There must be loss of accuracy: coordinates in PDF are recorded to finite accuracy (for pdf(), something like 0.01" as I recall). In addition, the R plot engine assumes finite accuracy, a minimum width for lines .... And as people are pointing out, so do PDF viewers.

Do not expect to zoom into a plot (PDF or otherwise): if you want a large plot, plot it large in the first place.

On 17/04/2012 13:58, Marc Schwartz wrote:
On Apr 17, 2012, at 7:08 AM, Unger, Kristian, Dr. wrote:

Hi there

is it possible that pdfs generated using the pdf() function with default 
settings leads to loss of information? I was plotting copy number changes from 
Agilent 180k data in form of rectangles (rect()) while each rectangle 
represents one region of copy number change. When plotting into a pdf I noticed 
that some very small rectangles do not appear (even after extensive zooming) in 
the pdf using the pdf() function. But they do when writing the screen output 
into a pdf using the GUI. Does anyone have some advice on this how I can plot 
pdfs without losing information?

Best wishes

Kristian

R version 2.14.0 (2011-10-31)
Platform: x86_64-apple-darwin9.8.0/x86_64 (64-bit)

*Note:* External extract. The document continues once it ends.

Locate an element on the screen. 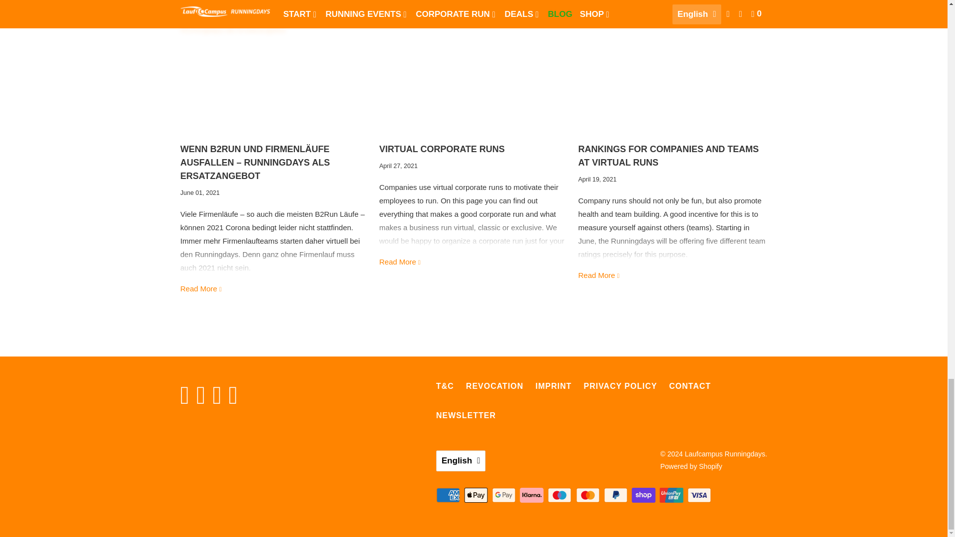  PayPal is located at coordinates (617, 495).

Which is already 3 versions old: see what the posting guide has to say about that ....


locale:
[1] de_DE.UTF-8/de_DE.UTF-8/de_DE.UTF-8/C/de_DE.UTF-8/de_DE.UTF-8

attached base packages:
[1] stats     graphics  grDevices utils     datasets  methods   base

other attached packages:
[1] CGHregions_1.12.0 CGHcall_2.14.0    CGHbase_1.12.0    marray_1.32.0
[5] limma_3.10.3      Biobase_2.14.0    DNAcopy_1.28.0    impute_1.28.0

loaded via a namespace (and not attached):
[1] tools_2.14.0



If you can provide some reproducible code (small example that yields the 
problem), that would help. However, you may be experiencing a problem in your 
PDF viewer (Preview?) due to anti-aliasing, which is noted here:

   http://cran.r-project.org/doc/FAQ/R-FAQ.html#Why-are-there-unwanted-borders

Regards,

Marc Schwartz

______________________________________________
R-help@r-project.org mailing list
https://stat.ethz.ch/mailman/listinfo/r-help
PLEASE do read the posting guide http://www.R-project.org/posting-guide.html
and provide commented, minimal, self-contained, reproducible code.


--
Brian D. Ripley,                  rip...@stats.ox.ac.uk
Professor of Applied Statistics,  http://www.stats.ox.ac.uk/~ripley/
University of Oxford,             Tel:  +44 1865 272861 (self)
1 South Parks Road,                     +44 1865 272866 (PA)
Oxford OX1 3TG, UK                Fax:  +44 1865 272595

______________________________________________
R-help@r-project.org mailing list
https://stat.ethz.ch/mailman/listinfo/r-help
PLEASE do read the posting guide http://www.R-project.org/posting-guide.html
and provide commented, minimal, self-contained, reproducible code.